My computer went poof! The lights went out, the screen went blank and there was silence from its hardwired cerebral nerve centre. Meanwhile, in the real world, there was much unplugging and plugging, tapping and swiping, even shaking and banging – the usual human response to electronic misdemeanors. Plus there was a torrent of obscenities that rose in the air, formed a dark, darker, darkest cloud and is now floating somewhere over the Pacific. No, it didn’t do me any good to shout my way through a vulgar vocabulary I’ve collected over half a century but … and it’s a big but … I felt better. That’s what swearing does. It makes you feel better. Unfortunately, like most things the millennials and their progeny have gotten their mitts on, in the 21st century, swearing is being ruined.
I’m old enough to remember when swearing was an art form, a verbal quest to find words that expressed the primitive soul that lurks inside all of us. In those days, people generally didn’t swear in polite society. Swearing was reserved for exasperation, frustration, anger, the end of the argument – all the most primitive emotions. People swore when the pudding boiled over, or the neighbour wouldn’t listen to reason, or the cat crapped on the carpet. Swearing was reserved for those special times when ordinary words just didn’t cover it. It released the tension, so we didn’t toss the pudding across the kitchen, punch the neighbour or kill the cat. These words were forbidden, and so, with one broken taboo, we became badasses. We stood toe-to-toe with life’s evil fortunes and refused to be bullied. Then it was over. We metaphorically washed our mouth out with soap and carried on.
Unfortunately, these days, swearing is used as punctuation. In the ordinary course of conversation, it’s splashed around like ketchup on a redneck’s breakfast. It literally doesn’t mean anything anymore. It’s lost its punch. When you call your best friend a bad bitch on a daily basis, what do you call her when she actually is one? And that’s why the millennials spend every waking hour offended. They have no way to release the emotional pressure. Here’s the deal. When I trip on the stairs and bang my shins, I send out a wave of invectives to the world, from the person who chose to live on the second floor (me) to the carpenter who built the offending structure. Millennials can’t do that. They’ve already used their strongest words describing the latte they had at lunch and there’s nothing left for when real problems happen. So — when life comes along and pees in their porridge, there’s not a damn thing they can do about it. And it serves them right, the $%()#! bastards!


**Your assignment:**
For the entries below, work out how many lines include the string "Quality", then write only that number.

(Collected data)
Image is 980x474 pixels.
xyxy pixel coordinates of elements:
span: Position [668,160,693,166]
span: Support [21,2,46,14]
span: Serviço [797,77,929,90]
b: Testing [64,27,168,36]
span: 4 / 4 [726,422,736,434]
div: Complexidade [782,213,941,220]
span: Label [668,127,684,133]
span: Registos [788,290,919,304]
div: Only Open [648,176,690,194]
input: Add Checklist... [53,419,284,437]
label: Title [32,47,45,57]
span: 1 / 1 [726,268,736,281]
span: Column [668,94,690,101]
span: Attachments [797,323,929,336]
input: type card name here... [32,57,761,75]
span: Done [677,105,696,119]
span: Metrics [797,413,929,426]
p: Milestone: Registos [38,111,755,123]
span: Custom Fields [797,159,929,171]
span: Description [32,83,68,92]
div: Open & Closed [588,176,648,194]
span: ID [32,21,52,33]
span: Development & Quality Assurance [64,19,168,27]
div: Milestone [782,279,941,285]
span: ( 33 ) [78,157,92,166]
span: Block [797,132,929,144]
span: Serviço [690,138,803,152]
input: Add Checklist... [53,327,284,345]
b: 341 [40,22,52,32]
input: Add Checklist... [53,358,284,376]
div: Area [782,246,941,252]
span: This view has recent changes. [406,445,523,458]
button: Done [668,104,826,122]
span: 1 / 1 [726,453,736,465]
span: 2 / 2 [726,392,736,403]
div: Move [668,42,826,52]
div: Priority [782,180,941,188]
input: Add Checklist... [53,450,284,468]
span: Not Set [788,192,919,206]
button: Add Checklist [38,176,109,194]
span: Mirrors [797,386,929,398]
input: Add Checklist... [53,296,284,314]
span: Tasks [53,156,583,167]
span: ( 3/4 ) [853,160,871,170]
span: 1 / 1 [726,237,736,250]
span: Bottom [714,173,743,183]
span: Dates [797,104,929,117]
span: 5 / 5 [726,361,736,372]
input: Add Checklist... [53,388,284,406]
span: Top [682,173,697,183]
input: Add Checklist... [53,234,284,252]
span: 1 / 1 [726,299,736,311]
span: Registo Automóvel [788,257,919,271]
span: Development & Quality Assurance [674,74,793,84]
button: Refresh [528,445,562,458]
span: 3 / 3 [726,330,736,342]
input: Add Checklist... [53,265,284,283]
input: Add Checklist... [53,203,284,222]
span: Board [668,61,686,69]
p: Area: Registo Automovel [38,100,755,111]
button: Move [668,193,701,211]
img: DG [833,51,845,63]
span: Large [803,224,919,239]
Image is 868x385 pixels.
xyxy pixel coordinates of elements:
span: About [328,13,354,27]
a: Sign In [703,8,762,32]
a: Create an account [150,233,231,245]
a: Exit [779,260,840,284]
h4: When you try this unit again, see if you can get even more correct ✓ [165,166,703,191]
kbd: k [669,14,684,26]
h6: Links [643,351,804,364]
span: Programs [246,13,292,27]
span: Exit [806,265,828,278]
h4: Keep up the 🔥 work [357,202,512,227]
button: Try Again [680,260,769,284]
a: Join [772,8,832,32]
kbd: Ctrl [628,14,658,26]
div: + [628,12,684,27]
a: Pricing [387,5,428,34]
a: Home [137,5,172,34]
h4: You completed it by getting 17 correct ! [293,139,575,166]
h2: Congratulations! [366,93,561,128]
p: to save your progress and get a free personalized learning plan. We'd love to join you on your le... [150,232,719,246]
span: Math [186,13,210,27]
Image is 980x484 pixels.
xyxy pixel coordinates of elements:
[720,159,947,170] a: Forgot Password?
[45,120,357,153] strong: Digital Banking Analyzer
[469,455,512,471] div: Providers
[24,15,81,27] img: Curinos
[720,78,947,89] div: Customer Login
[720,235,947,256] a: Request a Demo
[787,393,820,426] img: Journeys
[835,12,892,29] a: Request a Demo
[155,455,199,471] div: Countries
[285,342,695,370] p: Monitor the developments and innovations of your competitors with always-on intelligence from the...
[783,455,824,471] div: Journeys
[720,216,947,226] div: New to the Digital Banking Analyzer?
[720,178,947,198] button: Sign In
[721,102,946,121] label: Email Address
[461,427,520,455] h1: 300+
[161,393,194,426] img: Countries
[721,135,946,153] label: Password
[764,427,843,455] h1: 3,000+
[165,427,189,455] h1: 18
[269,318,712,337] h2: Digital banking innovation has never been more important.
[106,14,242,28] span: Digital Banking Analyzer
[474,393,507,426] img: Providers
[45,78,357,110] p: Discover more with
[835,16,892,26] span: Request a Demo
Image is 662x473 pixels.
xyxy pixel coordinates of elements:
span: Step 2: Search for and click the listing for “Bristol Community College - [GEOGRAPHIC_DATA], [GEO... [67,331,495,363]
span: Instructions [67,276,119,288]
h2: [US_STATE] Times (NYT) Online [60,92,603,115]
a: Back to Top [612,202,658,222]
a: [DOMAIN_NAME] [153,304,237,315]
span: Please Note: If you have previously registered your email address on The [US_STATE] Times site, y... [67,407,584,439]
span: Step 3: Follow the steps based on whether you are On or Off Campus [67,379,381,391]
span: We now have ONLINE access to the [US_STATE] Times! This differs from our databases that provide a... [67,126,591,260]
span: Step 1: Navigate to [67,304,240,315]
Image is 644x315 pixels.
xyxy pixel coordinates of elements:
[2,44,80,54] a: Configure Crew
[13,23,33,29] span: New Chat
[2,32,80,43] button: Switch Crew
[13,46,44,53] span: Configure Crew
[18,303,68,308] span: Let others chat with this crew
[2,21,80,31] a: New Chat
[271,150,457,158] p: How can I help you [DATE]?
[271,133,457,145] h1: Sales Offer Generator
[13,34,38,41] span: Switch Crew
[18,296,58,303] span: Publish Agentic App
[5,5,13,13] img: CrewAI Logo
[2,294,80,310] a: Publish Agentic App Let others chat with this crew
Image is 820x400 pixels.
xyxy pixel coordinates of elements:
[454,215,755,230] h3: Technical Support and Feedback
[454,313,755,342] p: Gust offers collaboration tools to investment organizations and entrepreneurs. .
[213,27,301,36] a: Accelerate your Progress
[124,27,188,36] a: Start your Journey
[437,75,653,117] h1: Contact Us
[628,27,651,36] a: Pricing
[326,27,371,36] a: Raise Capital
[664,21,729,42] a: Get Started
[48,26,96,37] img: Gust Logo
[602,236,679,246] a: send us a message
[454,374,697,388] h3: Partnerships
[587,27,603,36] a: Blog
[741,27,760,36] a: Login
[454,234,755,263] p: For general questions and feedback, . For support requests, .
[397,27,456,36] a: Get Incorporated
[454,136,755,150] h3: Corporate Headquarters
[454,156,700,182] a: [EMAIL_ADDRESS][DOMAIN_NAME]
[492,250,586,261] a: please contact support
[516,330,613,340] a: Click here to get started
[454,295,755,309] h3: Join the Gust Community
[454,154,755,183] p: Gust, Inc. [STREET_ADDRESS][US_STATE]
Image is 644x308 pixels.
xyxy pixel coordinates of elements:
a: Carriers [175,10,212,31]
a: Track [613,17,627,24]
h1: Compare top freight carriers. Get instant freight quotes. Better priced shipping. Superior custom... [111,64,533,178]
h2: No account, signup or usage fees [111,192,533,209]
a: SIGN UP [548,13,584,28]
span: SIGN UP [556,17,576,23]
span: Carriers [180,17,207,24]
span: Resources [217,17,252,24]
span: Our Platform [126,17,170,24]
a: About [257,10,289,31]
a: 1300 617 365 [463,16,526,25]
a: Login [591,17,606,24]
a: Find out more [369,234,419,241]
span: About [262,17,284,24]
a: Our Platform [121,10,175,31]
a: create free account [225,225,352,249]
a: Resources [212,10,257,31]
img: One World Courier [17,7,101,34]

**Answer to the problem:**
2